CHP’s choice for Istanbul and Ankara

CHP’s choice for Istanbul and Ankara

Following a long weekend Party Assembly meeting, Turkey’s main opposition Republican People’s Party (CHP) has announced its candidates for mayorship for three big cities in the March 30 2014 local elections; namely Mustafa Sarıgül for Istanbul, Mansur Yavaş for Ankara and Aziz Kocaoğlu for İzmir.

Kocaoğlu has been the most obvious among all. Having won the CHP stronghold of İzmir five years ago with a 25-point difference over the ruling Justice and Development Party (AK Parti) candidate (55 percent CHP, 30 percent AK Parti) Kocaoğlu had suffered a lot in the meantime because of frequent corruption probes, was put in jail at some point but was able to clear his name in the end. AK Parti’s candidate is a strong name as well. Current Transportation Minister Binali Yıldırım is known to be a silently working engineer who can deliver and his trump would be “support from the AKParti government for investments.” Kocaoğlu’s advantage is the “İzmir way of life,” which is modernist, secular and Western-oriented, which looks closer to the CHP line for these elections. 

Mustafa Sarıgül’s name has been around for years and years within the CHP. The successful mayor of the industrious, relatively well-off and Western oriented Şişli district of İstanbul has proved his powerbase in competition with the CHP, under other social-democratic party labels and that helped him to return to CHP, which he had worked in the youth organization of years ago. AK Parti has been claiming for some time that there are corruption allegations against him but no court case has been opened against him during the last 11 years of AK Parti amid waves of cases against many CHP-held municipalities across the country, İzmir being one of them. AK Parti is showing the incumbent mayor Kadir Topbaş once again with a rating allegedly higher than his own party. In 2009 elections CHP could get 37 percent in Istanbul as AK Parti got 44 percent. Can Sarıgül close the seven points gap? With its 14 million population the Istanbul votes have always had the primary effect over the political atmosphere of Turkey. If Sarıgül, with his capacity to reach all layers of society, not only traditional secular/modernist CHP grassroots can exceed 40 percent and close the gap further, even if he cannot win, the overall profile of CHP will be higher than today.

Ankara has the most surprising candidate among all. Mansur Yavaş was the candidate for the Nationalist Movement Party (MHP) in the 2009 local elections for Ankara and got 27 percent of the votes when CHP got 31.5 percent and AK Parti with Melih Gökçek won with 38.5 percent. Especially Alevi and left wing groups within the CHP have been allergic to a former MHP name as CHP candidate.
But Kemal Kılıçdaroğlu, the leader of the Party, himself having Alevi and leftist origins, defended him saying that Yavaş had proved his mayorship capacities in the Beypazarı township of Ankara - which Yavaş turned into an inner-tourism center from almost ruins – and staying away from hardline partisanship he could bring votes to CHP from layers that CHP could never reach before. The Sarıgül-Istanbul equation applies for Yavaş-Ankara, too. Even if he cannot win, the additional votes that he can bring will raise the CHP profile as the country goes to Presidential and Parliamentary elections after locals.

What Kılıçdaroğlu is doing is not particular to Ankara. In the western city of Balıkesir, for example the announced CHP candidate Sami Sözat is a former member of Parliament from the center-right DYP list.
Another example is Antakya/Hatay, by the Syrian border. When PM Erdoğan announced the AK Parti candidate as Sadullah Ergin, the current Justice Minister, CHP immediately recruited the resigned AK Parti mayor, Lütfü Savaş, who actually had been recruited by AK Parti from the center-right. 

Instead of sticking with the ideological references, Kılıçdaroğlu who apparently has seen the importance of the locals for the next two polls, is following a pragmatic, result-oriented line for the 2014 local elections, and this is something really new for the CHP.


Work to complete =>
State how many lines of the records include the word "zeigt"; the reply is that number alone.

:: Exercise input

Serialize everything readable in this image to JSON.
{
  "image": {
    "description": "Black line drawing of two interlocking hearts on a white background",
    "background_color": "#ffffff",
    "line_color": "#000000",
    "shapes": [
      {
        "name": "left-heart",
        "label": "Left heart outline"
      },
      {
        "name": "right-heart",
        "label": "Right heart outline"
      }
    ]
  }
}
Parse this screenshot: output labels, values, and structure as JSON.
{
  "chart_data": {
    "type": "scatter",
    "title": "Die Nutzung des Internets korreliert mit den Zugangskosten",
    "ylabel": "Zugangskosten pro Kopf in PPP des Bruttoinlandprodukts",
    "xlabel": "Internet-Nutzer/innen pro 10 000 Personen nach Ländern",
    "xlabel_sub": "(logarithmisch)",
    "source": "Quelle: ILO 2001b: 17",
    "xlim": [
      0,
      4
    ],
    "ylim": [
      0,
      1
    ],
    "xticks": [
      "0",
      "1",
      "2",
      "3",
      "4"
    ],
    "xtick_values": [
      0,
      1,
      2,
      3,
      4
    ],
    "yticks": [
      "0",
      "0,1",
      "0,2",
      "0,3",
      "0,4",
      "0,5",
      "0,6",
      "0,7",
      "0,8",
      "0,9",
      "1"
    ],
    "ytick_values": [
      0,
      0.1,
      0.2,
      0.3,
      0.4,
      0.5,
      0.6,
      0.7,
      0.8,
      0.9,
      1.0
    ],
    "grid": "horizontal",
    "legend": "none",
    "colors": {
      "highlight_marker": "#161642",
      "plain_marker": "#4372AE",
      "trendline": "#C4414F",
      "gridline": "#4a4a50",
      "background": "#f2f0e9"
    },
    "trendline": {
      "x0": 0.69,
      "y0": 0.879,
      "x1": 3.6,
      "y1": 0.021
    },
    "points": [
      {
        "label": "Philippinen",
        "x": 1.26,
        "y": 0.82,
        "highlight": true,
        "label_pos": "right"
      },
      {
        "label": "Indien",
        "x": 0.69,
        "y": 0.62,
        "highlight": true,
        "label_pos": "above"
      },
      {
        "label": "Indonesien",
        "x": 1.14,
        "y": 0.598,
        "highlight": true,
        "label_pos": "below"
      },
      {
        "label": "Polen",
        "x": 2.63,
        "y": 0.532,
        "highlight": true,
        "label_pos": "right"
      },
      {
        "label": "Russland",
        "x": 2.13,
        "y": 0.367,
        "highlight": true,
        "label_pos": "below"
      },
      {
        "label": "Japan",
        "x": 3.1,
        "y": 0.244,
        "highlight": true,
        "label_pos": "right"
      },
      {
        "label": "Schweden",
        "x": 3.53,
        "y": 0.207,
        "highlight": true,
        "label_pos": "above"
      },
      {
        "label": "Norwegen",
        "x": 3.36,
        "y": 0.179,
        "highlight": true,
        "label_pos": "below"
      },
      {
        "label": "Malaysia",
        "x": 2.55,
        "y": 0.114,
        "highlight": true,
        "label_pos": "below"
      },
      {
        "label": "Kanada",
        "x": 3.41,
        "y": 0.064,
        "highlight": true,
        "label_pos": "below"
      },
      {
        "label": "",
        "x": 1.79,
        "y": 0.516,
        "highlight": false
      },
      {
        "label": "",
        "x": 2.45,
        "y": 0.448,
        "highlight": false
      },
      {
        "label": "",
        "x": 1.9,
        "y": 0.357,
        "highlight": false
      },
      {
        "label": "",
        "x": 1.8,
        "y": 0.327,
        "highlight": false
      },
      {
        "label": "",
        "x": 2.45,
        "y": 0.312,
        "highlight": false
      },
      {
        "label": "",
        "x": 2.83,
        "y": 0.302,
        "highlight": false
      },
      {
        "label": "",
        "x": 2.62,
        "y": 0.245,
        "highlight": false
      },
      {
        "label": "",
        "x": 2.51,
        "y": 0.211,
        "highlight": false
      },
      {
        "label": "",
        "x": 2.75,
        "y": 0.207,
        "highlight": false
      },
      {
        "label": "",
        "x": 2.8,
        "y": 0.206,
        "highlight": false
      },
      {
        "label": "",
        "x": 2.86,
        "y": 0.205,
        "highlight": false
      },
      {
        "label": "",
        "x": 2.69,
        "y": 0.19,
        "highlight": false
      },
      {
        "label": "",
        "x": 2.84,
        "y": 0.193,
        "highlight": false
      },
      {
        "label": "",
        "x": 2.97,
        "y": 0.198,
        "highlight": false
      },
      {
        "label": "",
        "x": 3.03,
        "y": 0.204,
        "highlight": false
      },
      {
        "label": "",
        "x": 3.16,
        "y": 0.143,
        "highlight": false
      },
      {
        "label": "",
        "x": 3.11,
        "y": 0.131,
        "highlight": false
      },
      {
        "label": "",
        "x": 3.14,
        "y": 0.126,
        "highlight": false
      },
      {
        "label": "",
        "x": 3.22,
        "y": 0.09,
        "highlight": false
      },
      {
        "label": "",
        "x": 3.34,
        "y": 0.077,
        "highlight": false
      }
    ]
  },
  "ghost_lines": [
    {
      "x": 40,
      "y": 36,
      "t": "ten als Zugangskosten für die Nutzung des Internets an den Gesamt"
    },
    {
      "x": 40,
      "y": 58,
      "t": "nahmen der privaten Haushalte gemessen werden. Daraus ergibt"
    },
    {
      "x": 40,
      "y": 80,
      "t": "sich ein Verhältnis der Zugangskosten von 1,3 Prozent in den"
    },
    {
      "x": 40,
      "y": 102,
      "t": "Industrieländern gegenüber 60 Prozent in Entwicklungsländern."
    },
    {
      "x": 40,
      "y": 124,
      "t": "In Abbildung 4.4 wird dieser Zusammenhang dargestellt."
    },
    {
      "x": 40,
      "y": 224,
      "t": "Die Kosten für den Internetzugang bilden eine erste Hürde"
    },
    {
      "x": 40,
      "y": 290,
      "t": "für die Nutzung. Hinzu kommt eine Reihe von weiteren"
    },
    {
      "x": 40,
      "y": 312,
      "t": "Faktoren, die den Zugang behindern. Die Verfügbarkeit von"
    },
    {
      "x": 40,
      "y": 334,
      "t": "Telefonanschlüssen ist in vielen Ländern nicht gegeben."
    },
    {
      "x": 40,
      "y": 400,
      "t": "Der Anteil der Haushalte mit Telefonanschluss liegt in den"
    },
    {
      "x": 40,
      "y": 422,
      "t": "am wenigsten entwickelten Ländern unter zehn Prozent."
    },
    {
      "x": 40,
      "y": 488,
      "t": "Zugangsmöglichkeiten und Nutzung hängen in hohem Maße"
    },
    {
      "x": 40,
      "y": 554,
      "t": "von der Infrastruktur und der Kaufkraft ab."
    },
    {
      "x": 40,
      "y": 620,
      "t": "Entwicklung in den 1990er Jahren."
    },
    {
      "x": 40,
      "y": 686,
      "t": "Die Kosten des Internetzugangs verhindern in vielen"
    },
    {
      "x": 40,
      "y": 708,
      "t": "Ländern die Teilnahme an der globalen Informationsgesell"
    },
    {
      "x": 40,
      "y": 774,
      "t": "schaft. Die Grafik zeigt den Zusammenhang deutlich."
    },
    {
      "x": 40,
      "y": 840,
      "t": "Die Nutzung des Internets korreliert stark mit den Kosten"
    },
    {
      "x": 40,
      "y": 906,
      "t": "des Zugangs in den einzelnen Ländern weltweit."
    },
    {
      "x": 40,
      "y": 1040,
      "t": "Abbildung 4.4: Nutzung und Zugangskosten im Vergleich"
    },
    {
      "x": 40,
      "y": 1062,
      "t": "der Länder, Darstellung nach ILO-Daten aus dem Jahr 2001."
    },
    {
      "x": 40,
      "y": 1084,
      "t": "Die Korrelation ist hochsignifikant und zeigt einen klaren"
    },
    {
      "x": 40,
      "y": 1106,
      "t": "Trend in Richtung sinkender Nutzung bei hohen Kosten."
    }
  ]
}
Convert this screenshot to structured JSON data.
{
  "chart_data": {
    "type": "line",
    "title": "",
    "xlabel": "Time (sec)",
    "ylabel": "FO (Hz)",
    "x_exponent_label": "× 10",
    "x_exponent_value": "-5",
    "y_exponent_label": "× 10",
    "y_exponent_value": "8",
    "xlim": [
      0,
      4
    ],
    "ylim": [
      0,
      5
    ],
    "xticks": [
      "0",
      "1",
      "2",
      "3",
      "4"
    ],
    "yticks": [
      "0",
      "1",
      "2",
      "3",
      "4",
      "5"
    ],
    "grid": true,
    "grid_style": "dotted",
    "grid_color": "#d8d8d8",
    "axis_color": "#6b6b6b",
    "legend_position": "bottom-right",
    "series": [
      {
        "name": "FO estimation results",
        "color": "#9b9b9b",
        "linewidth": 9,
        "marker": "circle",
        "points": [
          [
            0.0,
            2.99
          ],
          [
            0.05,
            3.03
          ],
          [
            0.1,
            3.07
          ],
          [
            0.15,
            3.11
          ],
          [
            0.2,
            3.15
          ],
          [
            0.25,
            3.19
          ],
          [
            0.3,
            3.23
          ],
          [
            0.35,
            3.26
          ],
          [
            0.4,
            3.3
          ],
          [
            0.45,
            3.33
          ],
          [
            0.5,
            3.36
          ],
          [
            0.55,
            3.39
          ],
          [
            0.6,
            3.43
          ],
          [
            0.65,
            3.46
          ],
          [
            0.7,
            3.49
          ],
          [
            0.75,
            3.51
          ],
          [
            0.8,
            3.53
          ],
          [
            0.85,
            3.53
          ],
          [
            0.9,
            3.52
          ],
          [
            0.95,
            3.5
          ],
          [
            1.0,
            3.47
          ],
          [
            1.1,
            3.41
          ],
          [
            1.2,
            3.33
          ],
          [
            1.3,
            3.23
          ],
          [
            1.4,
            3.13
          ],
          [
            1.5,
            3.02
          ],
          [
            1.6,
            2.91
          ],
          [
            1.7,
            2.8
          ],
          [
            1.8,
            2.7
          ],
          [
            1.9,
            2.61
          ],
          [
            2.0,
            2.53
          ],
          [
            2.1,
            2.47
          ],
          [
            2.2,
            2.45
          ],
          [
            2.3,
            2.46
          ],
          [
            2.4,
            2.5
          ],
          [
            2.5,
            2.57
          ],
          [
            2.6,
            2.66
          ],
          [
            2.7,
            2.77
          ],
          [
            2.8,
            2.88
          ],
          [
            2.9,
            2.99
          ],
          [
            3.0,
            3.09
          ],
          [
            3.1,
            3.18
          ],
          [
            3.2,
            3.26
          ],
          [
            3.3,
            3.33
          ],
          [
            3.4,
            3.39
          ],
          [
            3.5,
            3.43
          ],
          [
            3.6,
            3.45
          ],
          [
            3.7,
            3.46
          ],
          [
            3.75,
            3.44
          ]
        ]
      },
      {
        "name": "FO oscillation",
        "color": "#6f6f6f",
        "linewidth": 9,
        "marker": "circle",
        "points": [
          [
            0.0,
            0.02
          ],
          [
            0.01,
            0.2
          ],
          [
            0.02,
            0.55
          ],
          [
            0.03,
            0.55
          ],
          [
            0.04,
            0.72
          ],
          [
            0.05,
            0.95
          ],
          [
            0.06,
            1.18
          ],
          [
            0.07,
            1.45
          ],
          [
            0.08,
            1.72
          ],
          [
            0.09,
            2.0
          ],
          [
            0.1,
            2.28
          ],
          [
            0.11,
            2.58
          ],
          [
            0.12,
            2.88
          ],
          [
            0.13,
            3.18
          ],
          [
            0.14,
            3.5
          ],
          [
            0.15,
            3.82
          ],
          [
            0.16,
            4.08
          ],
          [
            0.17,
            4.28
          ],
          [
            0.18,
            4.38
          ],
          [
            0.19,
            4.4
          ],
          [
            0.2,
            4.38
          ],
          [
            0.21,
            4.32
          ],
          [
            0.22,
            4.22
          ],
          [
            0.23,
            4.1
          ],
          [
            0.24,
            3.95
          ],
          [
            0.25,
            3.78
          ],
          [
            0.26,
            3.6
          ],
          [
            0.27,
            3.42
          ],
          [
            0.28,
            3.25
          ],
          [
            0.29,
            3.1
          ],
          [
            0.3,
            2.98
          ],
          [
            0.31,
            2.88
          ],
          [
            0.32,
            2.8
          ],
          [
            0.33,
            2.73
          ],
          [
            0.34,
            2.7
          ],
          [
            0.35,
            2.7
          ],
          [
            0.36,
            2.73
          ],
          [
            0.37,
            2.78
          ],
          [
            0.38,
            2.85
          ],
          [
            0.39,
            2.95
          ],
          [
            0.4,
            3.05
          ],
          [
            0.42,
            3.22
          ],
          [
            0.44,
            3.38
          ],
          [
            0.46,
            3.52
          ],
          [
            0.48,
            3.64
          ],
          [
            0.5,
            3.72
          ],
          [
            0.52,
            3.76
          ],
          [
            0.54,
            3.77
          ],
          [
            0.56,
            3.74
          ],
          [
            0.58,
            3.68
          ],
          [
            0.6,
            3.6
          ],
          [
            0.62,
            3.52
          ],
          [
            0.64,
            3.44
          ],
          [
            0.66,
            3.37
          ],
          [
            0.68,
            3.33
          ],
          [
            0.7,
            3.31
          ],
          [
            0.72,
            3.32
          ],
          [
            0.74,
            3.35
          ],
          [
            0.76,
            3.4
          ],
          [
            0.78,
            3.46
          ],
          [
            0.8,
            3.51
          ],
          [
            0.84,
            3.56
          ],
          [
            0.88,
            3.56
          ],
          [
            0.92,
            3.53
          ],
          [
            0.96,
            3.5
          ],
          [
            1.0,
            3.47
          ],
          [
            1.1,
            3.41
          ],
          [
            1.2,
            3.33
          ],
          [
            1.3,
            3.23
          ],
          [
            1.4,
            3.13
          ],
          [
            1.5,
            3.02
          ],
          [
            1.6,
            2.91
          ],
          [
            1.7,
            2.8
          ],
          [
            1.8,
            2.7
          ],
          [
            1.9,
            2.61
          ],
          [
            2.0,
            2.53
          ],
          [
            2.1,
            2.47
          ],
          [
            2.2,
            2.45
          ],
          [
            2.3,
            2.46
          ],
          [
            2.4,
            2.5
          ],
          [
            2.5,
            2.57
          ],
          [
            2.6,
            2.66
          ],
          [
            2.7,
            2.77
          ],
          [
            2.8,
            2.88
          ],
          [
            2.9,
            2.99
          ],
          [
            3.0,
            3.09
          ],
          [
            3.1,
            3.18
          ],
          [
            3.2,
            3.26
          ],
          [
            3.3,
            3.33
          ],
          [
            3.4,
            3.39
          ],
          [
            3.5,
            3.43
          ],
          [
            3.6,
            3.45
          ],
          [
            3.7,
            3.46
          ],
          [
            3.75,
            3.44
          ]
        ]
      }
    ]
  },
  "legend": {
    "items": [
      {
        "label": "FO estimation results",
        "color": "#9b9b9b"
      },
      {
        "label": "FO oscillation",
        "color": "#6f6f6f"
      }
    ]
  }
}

::::

Solution for this task =>
2